Mischief and mismatches at the top

Published April 15, 2021

By Gary Pearce

My blog/newspaper column this week about Governor Roy Cooper and Lieutenant Governor Mark Robinson raised a question: Why are our two top officials, unlike the President and Vice President, elected separately?

It’s the unintended consequence of three constitutional amendments – one after the Civil War and two that came a century later, in the 1970s.

Before the Civil War, North Carolina didn’t have a lieutenant governor. Somehow we got by.

The office was created by the state Constitutional Convention of 1868. North Carolina, like other Confederate states, was required to rewrite its constitution before being re-admitted to the Union.

The rewrite was modeled after the constitution of Ohio and other northern states. It abolished slavery and gave Blacks (men only, of course) the right to vote.

The revision provided for a lieutenant governor, to be popularly elected along with the governor every four years. The lieutenant governor was made president of the Senate and first in line to succeed the governor.

Over the years, many states moved away from the separate election of governor and lieutenant governor and put them on the same ticket. Today, 26 states do it that way; 17 (as best I can tell), do it like North Carolina, including several Southern states: Alabama, Arkansas, Georgia, South Carolina, Texas, Louisiana, Mississippi and Virginia.

For many years, two things kept North Carolina’s governors and lieutenant governors from fighting: both could serve only one term, and the lieutenant governor was a parttime office, serving only during short (in those days) legislative sessions.

Then North Carolina rewrote its constitution in 1971. John V. Orth wrote in the Encyclopedia of North Carolina:

“The North Carolina Constitution of 1971 clarified the purpose and operations of state government. Ambiguities and sections seemingly in conflict with the U.S. Constitution were either dropped or rewritten. The document consolidated the governor’s duties and powers, expanded the Council of State, and increased the office’s budgetary authority. It required the General Assembly to reduce the more than 300 state administrative departments to 25 principal departments and authorized the governor to organize them subject to legislative approval. It provided that extra sessions of the legislature be convened by action of three-fifths of its members rather than by the governor alone. And it revised portions of the previous constitution dealing with state and local finance.”

The revision also made the lieutenant governor a full-time office, with a staff. The first person to take advantage was Jim Hunt, who was elected lieutenant governor in 1972.

That was the year North Carolina elected the first Republican governor of the 20th Century, Jim Holshouser. Hunt was not only the first fulltime lieutenant governor, but also the top elected Democrat.

Hunt and Holshouser generally got along, though. Holshouser was a moderate mountain Republican; he and Hunt both supported statewide kindergartens and teacher pay raises.

 Governors Hunt and Holshouser and families, 1977 Inaugural

They worked together to stop Democratic legislators’ efforts to strip away the governor’s powers. Hunt, after all, had plans to use those powers himself in four years.

After Hunt was elected governor in 1976, he made the other constitutional change that changed the relationship between the two offices. He pushed through succession, a constitutional amendment allowing both governors and lieutenant governors to run for a second term.

That’s where we are today.

There have been efforts to jointly elect the governor and lieutenant governor; the most recent was in 2015. But the change requires a constitutional amendment, and the idea didn’t get the three-fifths majority necessary in the House.

“The lieutenant governor is a heartbeat away from the governor’s mansion,” said Rep. Bert Jones, a Republican from Reidsville who sponsored the bill. “Those two should be working together and they should be doing so in such a way that, Lord forbid, if something were to happen to the governor, the lieutenant governor makes a smooth transition into that office.”

But Rep. Larry Pittman, a Republican from Concord, argued, “Part of the reason for having an independent lieutenant governor, even if they’re the same party, is to limit the power of the governor, the influence and the control that he might exercise over the Senate through someone who was maybe, for lack of a better word, his lackey.”

The way our ship of state is designed today, the lieutenant governor is more likely to be a loose cannon on deck than a lackey.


• _PROBLEM STATEMENT_
Retype each of the entries below exactly as written.

(Figure record listings)
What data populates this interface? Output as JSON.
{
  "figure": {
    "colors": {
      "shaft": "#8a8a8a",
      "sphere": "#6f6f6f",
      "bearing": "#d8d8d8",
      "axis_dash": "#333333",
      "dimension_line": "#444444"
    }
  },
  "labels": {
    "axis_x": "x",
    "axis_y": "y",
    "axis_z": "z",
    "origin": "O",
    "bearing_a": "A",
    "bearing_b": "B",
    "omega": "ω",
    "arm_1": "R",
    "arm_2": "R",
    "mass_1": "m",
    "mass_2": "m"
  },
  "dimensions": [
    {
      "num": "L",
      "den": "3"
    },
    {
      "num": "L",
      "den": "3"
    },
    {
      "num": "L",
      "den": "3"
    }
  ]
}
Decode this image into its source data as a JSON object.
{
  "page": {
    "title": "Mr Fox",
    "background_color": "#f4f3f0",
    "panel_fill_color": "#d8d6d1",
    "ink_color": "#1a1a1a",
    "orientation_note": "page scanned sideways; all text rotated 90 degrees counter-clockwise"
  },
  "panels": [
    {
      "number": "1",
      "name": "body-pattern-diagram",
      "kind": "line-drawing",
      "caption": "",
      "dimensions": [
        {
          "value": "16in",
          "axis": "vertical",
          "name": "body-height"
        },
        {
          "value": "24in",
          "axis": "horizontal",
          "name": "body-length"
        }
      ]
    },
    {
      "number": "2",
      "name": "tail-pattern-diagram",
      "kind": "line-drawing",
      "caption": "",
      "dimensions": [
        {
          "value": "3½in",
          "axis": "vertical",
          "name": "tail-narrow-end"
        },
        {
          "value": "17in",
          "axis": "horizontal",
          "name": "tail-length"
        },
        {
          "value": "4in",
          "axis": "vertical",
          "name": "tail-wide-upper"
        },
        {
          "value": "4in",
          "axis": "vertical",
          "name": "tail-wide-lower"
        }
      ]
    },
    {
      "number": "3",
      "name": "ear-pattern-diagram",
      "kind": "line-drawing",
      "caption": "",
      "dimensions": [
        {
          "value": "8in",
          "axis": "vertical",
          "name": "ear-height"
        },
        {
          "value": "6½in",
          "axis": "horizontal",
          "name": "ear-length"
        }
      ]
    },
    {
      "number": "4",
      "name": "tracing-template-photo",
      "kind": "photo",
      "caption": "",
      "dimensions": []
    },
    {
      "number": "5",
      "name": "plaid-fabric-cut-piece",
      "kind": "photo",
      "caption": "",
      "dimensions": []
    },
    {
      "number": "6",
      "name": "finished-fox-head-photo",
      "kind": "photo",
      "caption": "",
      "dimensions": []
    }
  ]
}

• _SOLUTION TO THE PROBLEM_
What data populates this interface? Output as JSON.
{
  "figure": {
    "colors": {
      "shaft": "#8a8a8a",
      "sphere": "#6f6f6f",
      "bearing": "#d8d8d8",
      "axis_dash": "#333333",
      "dimension_line": "#444444"
    }
  },
  "labels": {
    "axis_x": "x",
    "axis_y": "y",
    "axis_z": "z",
    "origin": "O",
    "bearing_a": "A",
    "bearing_b": "B",
    "omega": "ω",
    "arm_1": "R",
    "arm_2": "R",
    "mass_1": "m",
    "mass_2": "m"
  },
  "dimensions": [
    {
      "num": "L",
      "den": "3"
    },
    {
      "num": "L",
      "den": "3"
    },
    {
      "num": "L",
      "den": "3"
    }
  ]
}
Decode this image into its source data as a JSON object.
{
  "page": {
    "title": "Mr Fox",
    "background_color": "#f4f3f0",
    "panel_fill_color": "#d8d6d1",
    "ink_color": "#1a1a1a",
    "orientation_note": "page scanned sideways; all text rotated 90 degrees counter-clockwise"
  },
  "panels": [
    {
      "number": "1",
      "name": "body-pattern-diagram",
      "kind": "line-drawing",
      "caption": "",
      "dimensions": [
        {
          "value": "16in",
          "axis": "vertical",
          "name": "body-height"
        },
        {
          "value": "24in",
          "axis": "horizontal",
          "name": "body-length"
        }
      ]
    },
    {
      "number": "2",
      "name": "tail-pattern-diagram",
      "kind": "line-drawing",
      "caption": "",
      "dimensions": [
        {
          "value": "3½in",
          "axis": "vertical",
          "name": "tail-narrow-end"
        },
        {
          "value": "17in",
          "axis": "horizontal",
          "name": "tail-length"
        },
        {
          "value": "4in",
          "axis": "vertical",
          "name": "tail-wide-upper"
        },
        {
          "value": "4in",
          "axis": "vertical",
          "name": "tail-wide-lower"
        }
      ]
    },
    {
      "number": "3",
      "name": "ear-pattern-diagram",
      "kind": "line-drawing",
      "caption": "",
      "dimensions": [
        {
          "value": "8in",
          "axis": "vertical",
          "name": "ear-height"
        },
        {
          "value": "6½in",
          "axis": "horizontal",
          "name": "ear-length"
        }
      ]
    },
    {
      "number": "4",
      "name": "tracing-template-photo",
      "kind": "photo",
      "caption": "",
      "dimensions": []
    },
    {
      "number": "5",
      "name": "plaid-fabric-cut-piece",
      "kind": "photo",
      "caption": "",
      "dimensions": []
    },
    {
      "number": "6",
      "name": "finished-fox-head-photo",
      "kind": "photo",
      "caption": "",
      "dimensions": []
    }
  ]
}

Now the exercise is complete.